Running on the newest version of NOAA’s Global Forecast System, or GFS, the FV3-Chem model forecasts the distribution of some primary air pollutants: smoke, soot, organic carbon, sulfate, and large and small particles of dust and sea salt - collectively known as aerosols. Because these aerosols affect the weather, the model also provides weather forecasts.
The National Oceanic and Atmospheric Administration today announced it has selected the University of Miami to host the Cooperative Institute for Marine and Atmospheric Studies (CIMAS).
NOAA’s hurricane gliders are heading to sea this week off the coasts of Puerto Rico, the Gulf of Mexico and the eastern U.S. to collect data that scientists will use to improve the accuracy of hurricane forecast models.
NOAA’s newest high performance computer used for research to advance weather, climate and ecosystem prediction was named number 88 among the top 500 high performance computers in the world based on computing capacity, according to Top500.org.
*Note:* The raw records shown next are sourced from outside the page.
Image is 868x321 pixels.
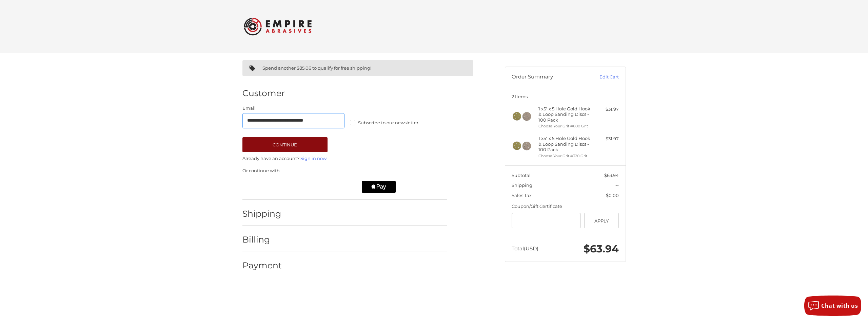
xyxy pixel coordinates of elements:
[511,173,531,178] span: Subtotal
[242,234,282,244] h2: Billing
[301,181,355,193] iframe: PayPal-paylater
[584,74,619,81] a: Edit Cart
[821,302,858,309] span: Chat with us
[604,173,619,178] span: $63.94
[804,295,861,316] button: Chat with us
[511,203,619,210] div: Coupon/Gift Certificate
[511,193,531,198] span: Sales Tax
[300,155,326,161] a: Sign in now
[242,260,282,270] h2: Payment
[242,208,282,219] h2: Shipping
[242,167,447,174] p: Or continue with
[511,213,581,228] input: Gift Certificate or Coupon Code
[244,13,311,40] img: Empire Abrasives
[606,193,619,198] span: $0.00
[242,105,345,112] label: Email
[263,65,371,71] span: Spend another $85.06 to qualify for free shipping!
[358,120,419,125] span: Subscribe to our newsletter.
[584,242,619,255] span: $63.94
[538,106,590,123] h4: 1 x 5" x 5 Hole Gold Hook & Loop Sanding Discs - 100 Pack
[240,181,294,193] iframe: PayPal-paypal
[615,182,619,188] span: --
[511,182,532,188] span: Shipping
[538,123,590,129] li: Choose Your Grit #600 Grit
[592,106,619,113] div: $31.97
[592,135,619,142] div: $31.97
[538,153,590,159] li: Choose Your Grit #320 Grit
[584,213,619,228] button: Apply
[242,137,327,152] button: Continue
[242,88,285,98] h2: Customer
[511,94,619,99] h3: 2 Items
[538,135,590,152] h4: 1 x 5" x 5 Hole Gold Hook & Loop Sanding Discs - 100 Pack
[511,74,584,81] h3: Order Summary
[242,155,447,162] p: Already have an account?
[511,245,538,251] span: Total (USD)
The National Oceanic and Atmospheric Administration today announced it has selected the University of California San Diego to host the Cooperative Institute for Marine, Earth, and Atmospheric Systems (CIMEAS).
Researchers from NOAA and the Cooperative Institute for Meteorological Satellite Studies have greater confidence that warming surface temperatures and increasing tropical cyclone intensity appear to go hand-in-hand.
Climate models project that combinations of heat and humidity could reach deadly thresholds for anyone spending several hours outdoors by the end of the 21st century. However, new NOAA-supported research says these extremes are already happening — decades before anticipated — due to global warming to date.